═════ DATA PROVIDED ═════

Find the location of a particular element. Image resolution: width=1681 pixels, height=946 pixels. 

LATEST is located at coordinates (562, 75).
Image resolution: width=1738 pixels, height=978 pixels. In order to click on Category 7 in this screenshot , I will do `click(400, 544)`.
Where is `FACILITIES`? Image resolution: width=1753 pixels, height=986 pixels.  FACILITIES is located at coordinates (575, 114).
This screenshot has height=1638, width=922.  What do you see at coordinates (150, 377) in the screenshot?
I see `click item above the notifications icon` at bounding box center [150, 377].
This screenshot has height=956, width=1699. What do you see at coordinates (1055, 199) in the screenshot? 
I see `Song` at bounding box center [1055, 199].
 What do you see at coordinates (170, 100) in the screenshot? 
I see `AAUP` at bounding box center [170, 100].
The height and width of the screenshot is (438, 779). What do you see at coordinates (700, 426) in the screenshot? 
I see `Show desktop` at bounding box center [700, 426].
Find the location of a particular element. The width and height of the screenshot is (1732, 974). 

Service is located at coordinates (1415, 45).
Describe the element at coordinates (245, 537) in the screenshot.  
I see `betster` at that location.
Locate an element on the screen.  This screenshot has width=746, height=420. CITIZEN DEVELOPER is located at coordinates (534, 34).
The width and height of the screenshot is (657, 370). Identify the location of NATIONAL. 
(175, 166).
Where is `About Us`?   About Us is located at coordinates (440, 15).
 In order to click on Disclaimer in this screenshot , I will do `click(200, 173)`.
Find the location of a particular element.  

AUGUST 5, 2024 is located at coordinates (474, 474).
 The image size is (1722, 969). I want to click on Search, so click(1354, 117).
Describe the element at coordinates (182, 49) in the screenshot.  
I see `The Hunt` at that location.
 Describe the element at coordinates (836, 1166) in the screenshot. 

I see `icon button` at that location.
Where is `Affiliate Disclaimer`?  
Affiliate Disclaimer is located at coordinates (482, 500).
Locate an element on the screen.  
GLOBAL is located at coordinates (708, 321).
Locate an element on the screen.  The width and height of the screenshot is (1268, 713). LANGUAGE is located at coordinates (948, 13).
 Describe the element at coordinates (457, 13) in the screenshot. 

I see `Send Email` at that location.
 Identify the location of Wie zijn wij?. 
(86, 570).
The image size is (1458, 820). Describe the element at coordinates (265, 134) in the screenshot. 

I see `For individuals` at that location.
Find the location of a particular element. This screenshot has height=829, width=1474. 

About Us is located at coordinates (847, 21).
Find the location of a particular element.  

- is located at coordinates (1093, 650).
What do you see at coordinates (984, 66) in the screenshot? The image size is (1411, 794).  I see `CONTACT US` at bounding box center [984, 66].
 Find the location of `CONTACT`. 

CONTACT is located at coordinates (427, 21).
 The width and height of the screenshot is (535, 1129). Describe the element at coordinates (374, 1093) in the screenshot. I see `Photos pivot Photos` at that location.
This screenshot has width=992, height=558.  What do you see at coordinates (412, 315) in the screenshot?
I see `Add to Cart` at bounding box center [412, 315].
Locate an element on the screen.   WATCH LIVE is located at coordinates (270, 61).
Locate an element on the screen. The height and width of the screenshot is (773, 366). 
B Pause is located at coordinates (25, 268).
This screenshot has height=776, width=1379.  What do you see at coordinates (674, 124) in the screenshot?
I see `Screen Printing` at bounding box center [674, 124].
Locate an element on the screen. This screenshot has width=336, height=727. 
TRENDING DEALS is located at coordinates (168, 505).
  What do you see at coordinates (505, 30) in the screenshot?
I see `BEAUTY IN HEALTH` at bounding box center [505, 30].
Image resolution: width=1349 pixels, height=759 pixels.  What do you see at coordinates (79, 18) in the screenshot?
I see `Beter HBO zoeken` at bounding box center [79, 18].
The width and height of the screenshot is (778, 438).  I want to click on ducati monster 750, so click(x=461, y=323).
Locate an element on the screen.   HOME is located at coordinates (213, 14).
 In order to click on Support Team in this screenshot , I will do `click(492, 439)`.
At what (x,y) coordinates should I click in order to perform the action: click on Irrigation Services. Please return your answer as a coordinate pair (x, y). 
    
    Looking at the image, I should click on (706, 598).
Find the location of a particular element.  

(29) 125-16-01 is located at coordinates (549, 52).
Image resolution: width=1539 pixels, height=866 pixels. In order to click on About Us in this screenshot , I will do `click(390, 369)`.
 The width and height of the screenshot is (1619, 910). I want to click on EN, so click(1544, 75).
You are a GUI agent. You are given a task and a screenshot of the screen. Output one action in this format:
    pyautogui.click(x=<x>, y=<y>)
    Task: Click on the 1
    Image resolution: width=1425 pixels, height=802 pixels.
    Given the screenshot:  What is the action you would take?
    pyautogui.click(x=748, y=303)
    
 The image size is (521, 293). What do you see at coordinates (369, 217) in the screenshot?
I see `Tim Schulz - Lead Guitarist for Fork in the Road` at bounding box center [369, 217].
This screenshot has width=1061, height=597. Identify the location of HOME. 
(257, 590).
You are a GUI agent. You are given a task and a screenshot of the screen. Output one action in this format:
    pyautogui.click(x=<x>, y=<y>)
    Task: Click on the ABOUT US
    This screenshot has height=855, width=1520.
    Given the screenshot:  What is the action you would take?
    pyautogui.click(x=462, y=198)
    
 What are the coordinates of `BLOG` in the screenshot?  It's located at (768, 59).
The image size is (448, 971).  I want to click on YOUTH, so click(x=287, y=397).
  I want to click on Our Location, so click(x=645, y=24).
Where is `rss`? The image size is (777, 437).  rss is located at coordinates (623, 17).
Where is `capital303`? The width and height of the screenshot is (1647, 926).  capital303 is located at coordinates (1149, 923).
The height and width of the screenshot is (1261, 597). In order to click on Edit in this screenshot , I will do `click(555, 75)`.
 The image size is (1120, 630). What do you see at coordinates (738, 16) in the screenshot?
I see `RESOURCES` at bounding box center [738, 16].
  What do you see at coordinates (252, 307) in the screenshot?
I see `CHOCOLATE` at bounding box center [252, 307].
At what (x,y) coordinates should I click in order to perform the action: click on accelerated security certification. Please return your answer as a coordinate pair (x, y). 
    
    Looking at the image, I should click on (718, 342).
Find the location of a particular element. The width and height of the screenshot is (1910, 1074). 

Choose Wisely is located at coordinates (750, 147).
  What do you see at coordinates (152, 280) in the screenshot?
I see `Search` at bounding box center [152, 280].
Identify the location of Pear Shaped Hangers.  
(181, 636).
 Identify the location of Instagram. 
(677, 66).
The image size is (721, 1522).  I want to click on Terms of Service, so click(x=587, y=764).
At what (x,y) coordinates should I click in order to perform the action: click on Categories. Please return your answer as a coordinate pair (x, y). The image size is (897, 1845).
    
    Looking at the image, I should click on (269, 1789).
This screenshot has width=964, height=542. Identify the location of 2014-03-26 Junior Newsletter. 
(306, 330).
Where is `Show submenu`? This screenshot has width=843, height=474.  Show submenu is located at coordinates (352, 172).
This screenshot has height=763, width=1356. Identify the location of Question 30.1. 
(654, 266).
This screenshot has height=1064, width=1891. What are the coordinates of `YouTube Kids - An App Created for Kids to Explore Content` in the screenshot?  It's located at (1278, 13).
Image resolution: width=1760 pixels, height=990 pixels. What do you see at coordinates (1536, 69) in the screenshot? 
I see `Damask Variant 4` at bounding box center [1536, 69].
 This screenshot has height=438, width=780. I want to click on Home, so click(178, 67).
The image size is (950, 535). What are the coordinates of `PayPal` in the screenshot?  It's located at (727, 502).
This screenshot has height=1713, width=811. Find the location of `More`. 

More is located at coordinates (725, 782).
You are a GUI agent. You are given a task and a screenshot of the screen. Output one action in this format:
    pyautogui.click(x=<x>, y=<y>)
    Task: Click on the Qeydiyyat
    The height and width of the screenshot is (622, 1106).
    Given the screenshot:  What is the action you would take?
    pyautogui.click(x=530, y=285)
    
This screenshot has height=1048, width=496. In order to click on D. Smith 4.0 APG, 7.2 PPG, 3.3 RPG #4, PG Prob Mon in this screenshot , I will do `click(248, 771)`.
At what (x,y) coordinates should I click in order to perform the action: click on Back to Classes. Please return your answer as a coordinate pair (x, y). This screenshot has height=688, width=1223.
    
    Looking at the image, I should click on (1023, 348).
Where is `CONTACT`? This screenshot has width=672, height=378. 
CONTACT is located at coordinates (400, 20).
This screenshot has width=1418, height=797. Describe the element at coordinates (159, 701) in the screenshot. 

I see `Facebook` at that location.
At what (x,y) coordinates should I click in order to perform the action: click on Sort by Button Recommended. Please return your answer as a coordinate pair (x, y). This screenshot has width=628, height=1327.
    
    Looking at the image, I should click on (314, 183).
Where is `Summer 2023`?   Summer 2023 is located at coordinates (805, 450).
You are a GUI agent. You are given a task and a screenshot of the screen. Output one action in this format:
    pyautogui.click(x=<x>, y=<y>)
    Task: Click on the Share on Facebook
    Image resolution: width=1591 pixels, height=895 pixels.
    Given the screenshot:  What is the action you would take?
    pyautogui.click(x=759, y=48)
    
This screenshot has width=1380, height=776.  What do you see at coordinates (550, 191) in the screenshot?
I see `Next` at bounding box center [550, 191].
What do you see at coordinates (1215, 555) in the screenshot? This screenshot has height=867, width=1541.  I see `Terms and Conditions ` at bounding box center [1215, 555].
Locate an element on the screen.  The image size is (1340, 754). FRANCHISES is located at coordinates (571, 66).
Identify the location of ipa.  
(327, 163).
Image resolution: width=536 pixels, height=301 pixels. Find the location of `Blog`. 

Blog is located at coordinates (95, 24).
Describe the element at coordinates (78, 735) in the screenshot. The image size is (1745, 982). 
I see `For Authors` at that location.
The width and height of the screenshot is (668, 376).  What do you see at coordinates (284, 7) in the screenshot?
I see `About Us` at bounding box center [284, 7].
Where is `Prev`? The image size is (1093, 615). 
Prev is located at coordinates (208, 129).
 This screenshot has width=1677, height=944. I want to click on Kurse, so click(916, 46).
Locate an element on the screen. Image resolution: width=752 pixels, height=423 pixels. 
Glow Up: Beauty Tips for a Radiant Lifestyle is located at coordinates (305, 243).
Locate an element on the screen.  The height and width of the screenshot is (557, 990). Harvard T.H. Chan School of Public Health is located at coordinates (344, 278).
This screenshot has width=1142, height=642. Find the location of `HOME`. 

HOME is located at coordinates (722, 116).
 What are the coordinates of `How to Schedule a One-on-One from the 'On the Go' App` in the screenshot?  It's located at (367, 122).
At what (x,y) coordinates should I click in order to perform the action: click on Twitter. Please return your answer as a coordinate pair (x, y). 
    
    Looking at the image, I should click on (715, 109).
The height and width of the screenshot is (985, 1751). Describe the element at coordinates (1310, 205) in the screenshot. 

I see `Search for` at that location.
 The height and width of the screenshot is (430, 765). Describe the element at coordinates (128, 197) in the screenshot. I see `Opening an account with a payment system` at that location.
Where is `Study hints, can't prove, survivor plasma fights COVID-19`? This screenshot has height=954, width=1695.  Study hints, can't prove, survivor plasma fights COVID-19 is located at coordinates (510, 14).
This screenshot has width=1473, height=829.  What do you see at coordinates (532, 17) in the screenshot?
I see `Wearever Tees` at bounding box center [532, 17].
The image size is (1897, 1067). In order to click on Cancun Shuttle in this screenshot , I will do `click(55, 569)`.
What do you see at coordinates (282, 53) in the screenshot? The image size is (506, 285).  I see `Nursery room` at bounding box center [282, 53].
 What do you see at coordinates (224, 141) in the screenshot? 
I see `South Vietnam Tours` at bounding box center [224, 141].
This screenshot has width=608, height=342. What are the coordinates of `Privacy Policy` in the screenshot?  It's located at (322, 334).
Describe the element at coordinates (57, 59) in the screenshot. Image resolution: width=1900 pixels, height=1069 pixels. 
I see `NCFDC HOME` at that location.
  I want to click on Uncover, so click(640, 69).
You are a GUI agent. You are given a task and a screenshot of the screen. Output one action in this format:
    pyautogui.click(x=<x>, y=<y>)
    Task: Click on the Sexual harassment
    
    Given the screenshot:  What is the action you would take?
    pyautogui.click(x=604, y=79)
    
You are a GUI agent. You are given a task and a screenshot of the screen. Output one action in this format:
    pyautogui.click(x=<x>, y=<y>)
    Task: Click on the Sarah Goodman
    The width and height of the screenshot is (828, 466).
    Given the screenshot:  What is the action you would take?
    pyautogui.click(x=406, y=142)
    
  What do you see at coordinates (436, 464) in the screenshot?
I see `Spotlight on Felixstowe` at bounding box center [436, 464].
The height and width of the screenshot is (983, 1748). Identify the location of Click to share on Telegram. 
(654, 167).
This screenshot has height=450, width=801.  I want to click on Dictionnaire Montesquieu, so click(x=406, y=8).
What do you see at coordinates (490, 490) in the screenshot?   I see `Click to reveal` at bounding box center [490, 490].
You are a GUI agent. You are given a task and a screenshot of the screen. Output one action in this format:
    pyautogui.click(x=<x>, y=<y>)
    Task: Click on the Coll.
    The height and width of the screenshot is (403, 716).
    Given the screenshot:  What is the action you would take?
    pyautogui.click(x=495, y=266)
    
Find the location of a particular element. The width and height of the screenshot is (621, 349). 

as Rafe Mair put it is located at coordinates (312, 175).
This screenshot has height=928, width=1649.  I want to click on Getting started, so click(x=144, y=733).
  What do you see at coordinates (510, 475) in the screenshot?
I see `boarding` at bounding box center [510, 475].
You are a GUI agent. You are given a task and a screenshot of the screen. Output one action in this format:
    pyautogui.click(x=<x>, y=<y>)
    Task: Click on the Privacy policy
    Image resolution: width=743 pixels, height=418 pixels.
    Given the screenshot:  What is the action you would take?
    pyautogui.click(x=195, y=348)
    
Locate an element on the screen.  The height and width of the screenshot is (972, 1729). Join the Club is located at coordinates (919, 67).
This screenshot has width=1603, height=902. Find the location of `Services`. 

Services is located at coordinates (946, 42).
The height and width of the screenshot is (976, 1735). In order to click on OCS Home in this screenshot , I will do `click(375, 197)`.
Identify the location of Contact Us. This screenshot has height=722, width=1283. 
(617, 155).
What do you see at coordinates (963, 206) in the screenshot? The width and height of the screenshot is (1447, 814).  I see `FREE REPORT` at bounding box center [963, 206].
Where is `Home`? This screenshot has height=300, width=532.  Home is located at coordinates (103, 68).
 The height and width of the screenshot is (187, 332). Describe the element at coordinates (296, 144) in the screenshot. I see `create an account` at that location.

═════

**TASK REQUIREMENTS**
Select and copy each line from the data that includes the word "Privacy".

**SOLUTION TO THIS PROBLEM**
This screenshot has width=608, height=342. What are the coordinates of `Privacy Policy` in the screenshot?  It's located at (322, 334).
    Task: Click on the Privacy policy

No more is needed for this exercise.